The ideal man takes joy in doing favors for others

What this woman really wants is love and attention. But she calls it "gratitude." And she will never get gratitude or love, because she demands it. She thinks it's her due.

There are thousands of women like her, women who are ill from "ingratitude," loneliness, and neglect. They long to be loved; but the only way in this world that they can ever hope to be loved is to stop asking for it and to start pouring out love without hope of return.

Does that sound like sheer, impractical, visionary idealism? It isn't. It is just horse sense. It is a good way for you and me to find the happiness we long for. I have seen it happen right in my own family. My own mother and father gave for the joy of helping others. We were poor - always overwhelmed by debts. Yet, poor as we were, my father and mother always managed to send money every year to an orphans' home. The Christian Home in Council Bluffs, Iowa. Mother and Father never visited that home. Probably no one thanked them for their gifts - except by letter - but they were richly repaid, for they had the joy of helping little children - without wishing for or expecting any gratitude in return.

After I left home, I would always send Father and Mother a check at Christmas and urge them to indulge in a few luxuries for themselves. But they rarely did. When I came home a few days before Christmas, Father would tell me of the coal and groceries they had bought for some " widder woman" in town who had a lot of children and no money to buy food and fuel. What joy they got out of these gifts - the joy of giving without expecting anything whatever in return!

I believe my father would almost have qualified for Aristotle's description of the ideal man - the man most worthy of being happy. "The ideal man," said Aristotle, "takes joy in doing favors for others."

If we want to find happiness, let's stop thinking about gratitude or ingratitude and give for the inner joy of giving.

Parents have been tearing their hair about the ingratitude of children for ten thousand years. But why should children be thankful - unless we train them to be? Ingratitude is natural - like weeds. Gratitude is like a rose. It has to be fed and watered and cultivated and loved and protected.

If our children are ungrateful, who is to blame? Maybe we are. If we have never taught them to express gratitude to others, how can we expect them to be grateful to us?

Let us remember that to raise grateful children, we have to be grateful. Let us remember "little pitchers have big ears" - and watch what we say. To illustrate - the next time we are tempted to belittle someone's kindness in the presence of our children, let's stop. Let's never say: "Look at these dishcloths Cousin Sue sent for Christmas. She knit them herself. They didn't cost her a cent!" The remark may seem trivial to us - but the children are listening. So, instead, we had better say: "Look at the hours Cousin Sue spent making these for Christmas! Isn't she nice! Let's write her a thank- you note right now." And our children may unconsciously absorb the habit of praise and appreciation.

-- Excerpt from "How to stop worrying and start living" by Dale Carnegie

Wishing you a really happy Christmas.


▶ **WHAT THIS TASK INVOLVES**
Restate exactly the lines below, from the one containing "This screenshot has width=1099, height=553." through the final line, and leave out the pictures.

Saved data entries:
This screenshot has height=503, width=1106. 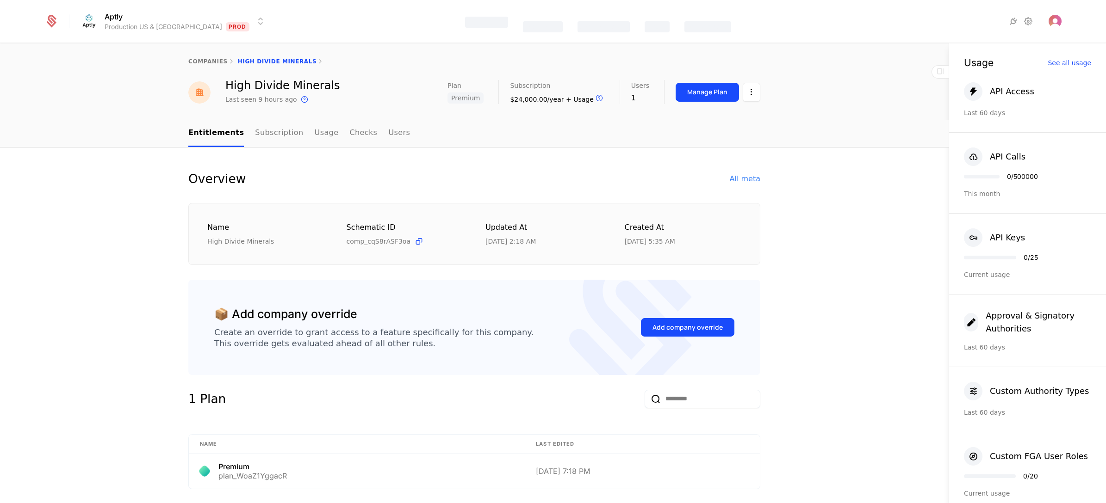 What do you see at coordinates (580, 99) in the screenshot?
I see `span: + Usage` at bounding box center [580, 99].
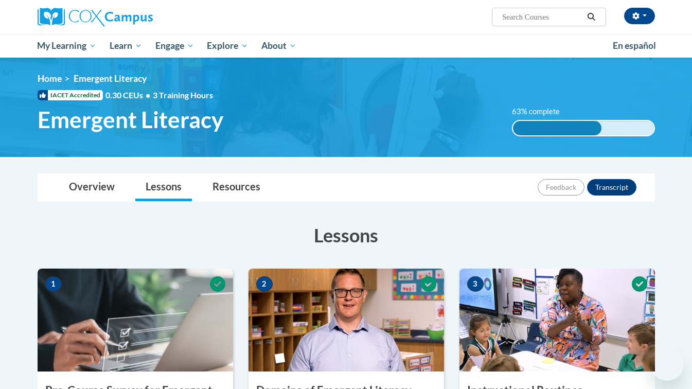  What do you see at coordinates (228, 46) in the screenshot?
I see `span: Explore` at bounding box center [228, 46].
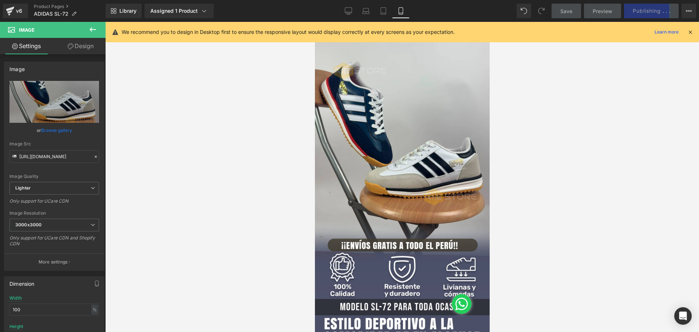  What do you see at coordinates (70, 7) in the screenshot?
I see `a: Product Pages` at bounding box center [70, 7].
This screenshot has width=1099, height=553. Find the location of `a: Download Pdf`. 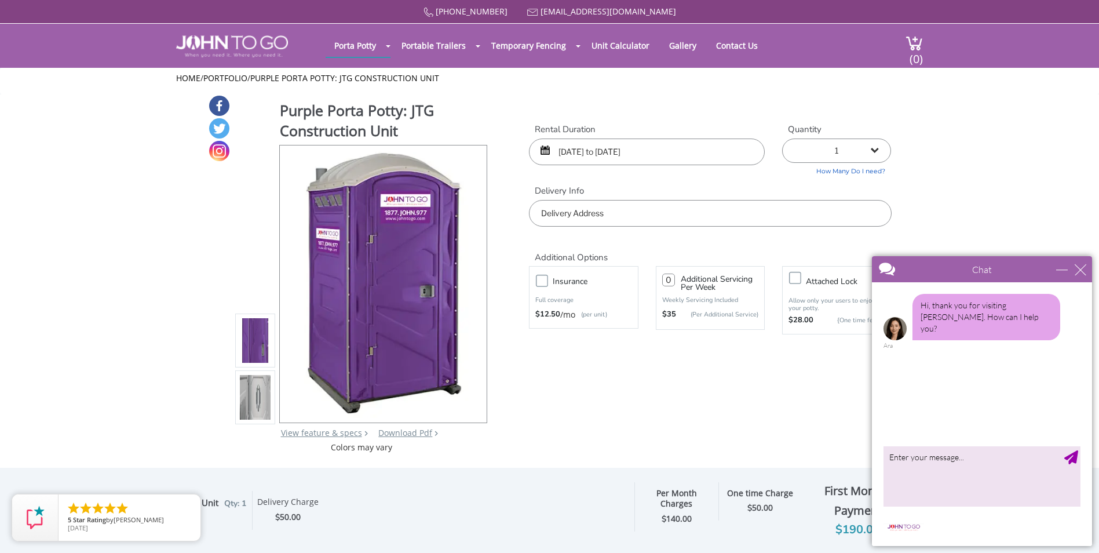

a: Download Pdf is located at coordinates (405, 432).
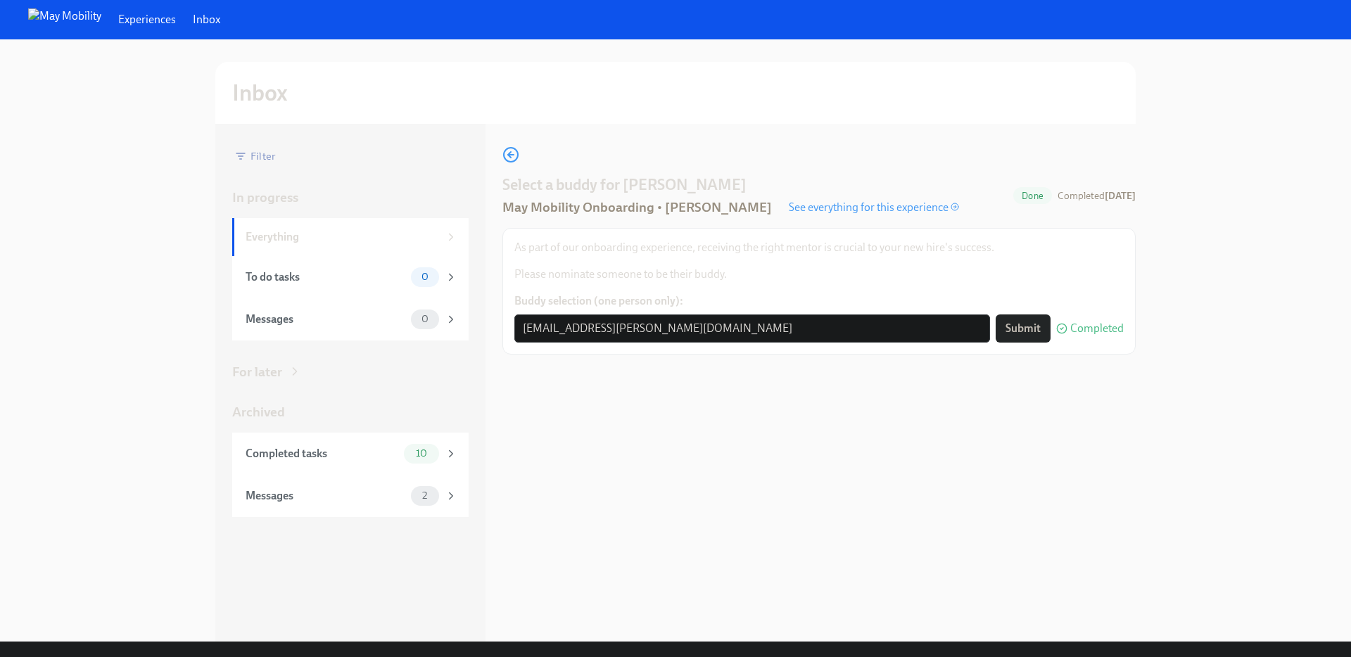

▶ **WRITTEN REPLY**
This screenshot has width=1099, height=553. Find the location of `a: Download Pdf`. 

a: Download Pdf is located at coordinates (405, 432).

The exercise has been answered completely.